In search of heavenly messages on Swiss soil

In the late night hours of August, meteors can be seen darting across the northeast sky. What traces do these heavenly bodies leave behind – in myths, literature and on the Earth itself? The NL has tracked these celestial messengers in the digital newspaper archive.

Depiction of two graph paper pages from the school notebook of Friedrich Dürrenmatt from around 1930. On the left, the names of stars, constellations and other celestial phenomena are written in pencil in neat penmanship. This list includes Perseus, a constellation that lends its name to the annual meteor showers – Perseids – that take place in its vicinity every July and August. On the right, the constellations mentioned in the legend are sketched out.
Friedrich Dürrenmatt: school notebook with sketches of stars – two-page spread 2
© CDN/Schweizerische Eidgenossenschaft

Every month, the Mirasteilas Observatory (GR) sights up to 900 meteoroids – what meteors are called before they enter the Earth’s atmosphere. Once these bodies hit the ground, they are known as meteorites. There have been eleven confirmed meteorite crashes on Swiss soil. Every day, around 1,000 to 6,500 tonnes of material from outer space rains down on our planet. Considering the amounts, it is astonishing that meteorites only rarely make their physical impact felt. However, these heavenly bodies have been a source of inspiration for humanity for eons.

Meteor-wrongs and literary inspiration

The significance that people attribute to “shooting stars” has always been contradictory. Some saw them as divine sparks, while others considered them to be bringers of mischief or signs that the sky was about to fall.

Dürrenmatt Meteor
Friederich Dürrenmatt: detail of “Unheilvoller
Meteor” (Ominous meteor), 1980, gouache
on cardboard
© CDN/Schweizerische Eidgenossenschaft

A mythical flash in the heavens was described in Switzerland in 1421: a farmer by the name of Stämpfli spotted the figure of a fire-breathing dragon in the sky near Rothenburg. The dragon supposedly dropped something that fell to the Earth, causing Stämpfli to pass out from sheer fright. When he regained consciousness, he found a round stone with a peculiar pattern lying next to him: the Dragon’s Eye of Lucerne. However, this story remains in the realm of legend, and the stone was revealed to be a “meteor-wrong”, i.e., not actually a meteorite at all.

These heavenly bodies have also left an impact in Swiss art and literature. Author Friedrich Dürrenmatt, for instance, showed an interest in astronomy as a young pupil. In his later works, he used the impact of a meteorite as a metaphor for the unexpected and unpredictable. 

Traces of the heavens on Swiss soil

The rare instances when people and meteorites meet are usually less dramatic.

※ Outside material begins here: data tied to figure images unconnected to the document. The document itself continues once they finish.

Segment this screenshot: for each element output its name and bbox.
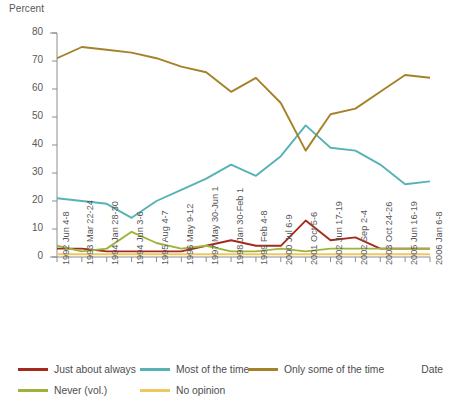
x-tick-label: 2002 Sep 2-4 bbox=[359, 210, 369, 265]
legend-item[interactable]: Only some of the time bbox=[248, 360, 384, 379]
y-tick-label: 0 bbox=[17, 250, 43, 261]
x-tick-label: 1999 Feb 4-8 bbox=[259, 210, 269, 265]
y-tick-label: 70 bbox=[17, 54, 43, 65]
y-axis-title: Percent bbox=[9, 3, 44, 14]
x-tick-label: 1994 Jun 3-6 bbox=[135, 211, 145, 265]
x-tick-label: 1992 Jun 4-8 bbox=[61, 211, 71, 265]
legend-label: Never (vol.) bbox=[54, 385, 107, 396]
x-tick-label: 2006 Jan 6-8 bbox=[434, 211, 444, 265]
y-tick-label: 20 bbox=[17, 194, 43, 205]
x-tick-label: 2002 Jun 17-19 bbox=[334, 201, 344, 265]
legend-color-swatch bbox=[18, 368, 48, 370]
legend-item[interactable]: Never (vol.) bbox=[18, 381, 107, 400]
x-tick-label: 2001 Oct 5-6 bbox=[309, 212, 319, 265]
x-tick-label: 2005 Jun 16-19 bbox=[409, 201, 419, 265]
x-tick-label: 1996 May 9-12 bbox=[185, 204, 195, 265]
series-line bbox=[57, 47, 430, 151]
legend-label: No opinion bbox=[176, 385, 225, 396]
legend-color-swatch bbox=[140, 368, 170, 370]
legend-row: Never (vol.)No opinion bbox=[0, 381, 455, 400]
legend-label: Just about always bbox=[54, 364, 136, 375]
legend-label: Only some of the time bbox=[284, 364, 384, 375]
chart-container: Percent 01020304050607080 1992 Jun 4-819… bbox=[0, 0, 455, 404]
x-tick-label: 2000 Jul 6-9 bbox=[284, 214, 294, 265]
y-tick-label: 50 bbox=[17, 110, 43, 121]
x-axis-title: Date bbox=[421, 360, 443, 379]
legend-label: Most of the time bbox=[176, 364, 249, 375]
y-tick-label: 10 bbox=[17, 222, 43, 233]
chart-legend: Just about alwaysMost of the timeOnly so… bbox=[0, 360, 455, 404]
x-tick-label: 1997 May 30-Jun 1 bbox=[210, 186, 220, 265]
legend-item[interactable]: No opinion bbox=[140, 381, 225, 400]
x-tick-label: 1998 Jan 30-Feb 1 bbox=[235, 188, 245, 265]
y-tick-label: 60 bbox=[17, 82, 43, 93]
legend-color-swatch bbox=[18, 389, 48, 391]
legend-item[interactable]: Just about always bbox=[18, 360, 136, 379]
legend-color-swatch bbox=[248, 368, 278, 370]
x-tick-label: 1993 Mar 22-24 bbox=[85, 200, 95, 265]
y-tick-label: 40 bbox=[17, 138, 43, 149]
y-tick-label: 80 bbox=[17, 26, 43, 37]
x-tick-label: 2003 Oct 24-26 bbox=[384, 202, 394, 265]
x-tick-label: 1995 Aug 4-7 bbox=[160, 210, 170, 265]
y-tick-label: 30 bbox=[17, 166, 43, 177]
legend-row: Just about alwaysMost of the timeOnly so… bbox=[0, 360, 455, 379]
legend-color-swatch bbox=[140, 389, 170, 391]
x-tick-label: 1994 Jan 28-30 bbox=[110, 201, 120, 265]
legend-item[interactable]: Most of the time bbox=[140, 360, 249, 379]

Reto Merlo from Grüningen (ZH) stumbled upon a 4.87-gram stone on Le Chasseron (VD) during a school trip to the mountains in the summer of 1959. He glued it to a wooden board and kept it there until 2017. After reading about meteorites, he sent the stone to the Natural History Museum Bern, which then forwarded it to the University of Lausanne. This particular rock turned out to be a beautifully coloured meteorite.

On an afternoon in 1856, hunters Gottlieb Fankhauser and Joseph Aeschlimann were standing west of the Lower Rafrüti (Emmental) when suddenly, something whizzed past them with strong flash of light and a violent boom. It was only thirty years later that Andreas Zürcher, the tenant of the alp, found an 18-kilogram object – part of the meteor that had thundered down to earth in 1856 and broken apart in the atmosphere. He assumed it was a cannonball from the transitional time between the Napoleonic Act of Mediation and the Restoration period. He sometimes heated up the stone in winter and used it to keep his cattle’s water supply from freezing or as a practical heating pad in bed. In the summer of 1900, he received a visit from a secondary school teacher by the name of Widmer. Thinking that the stone might be a meteorite, Widmer sent it to the Natural History Museum Bern. The true nature of the “cannonball” was only revealed 16 years after its discovery.

In 1984, a farmer named Margrit Christen happened upon a strange 16-kilogram stone while plowing in Gruebmatt (BE). This turned out to be part of the Twannberg meteorite. According to Beda Hofmann of the Natural History Museum Bern, it fell from the skies around 165,000 years ago and broke into pieces. The Twannberg meteorite must have weighed 1,000 tonnes, but only 150 kilograms have been found thus far. As of 2022, 1,602 samples from the Twannberg strewn field have been collected. In the first decade of the 2000s, media reports about the falling star of Twannberg inspired many volunteer meteorite hunters and journalists to scour the area – much to the chagrin of local farmers. For scientists, however, discovering the extent of the scatter field size was a sensation.

These Swiss meteorite stories – and many more like them – can be accessed anywhere and anytime at e-newspaperarchives.ch, the open access platform for digitalised newspapers in Switzerland. The Perseids meteor shower can be viewed free of charge every year from 17 July to 24 August – and can perhaps serve as inspiration for additional stories.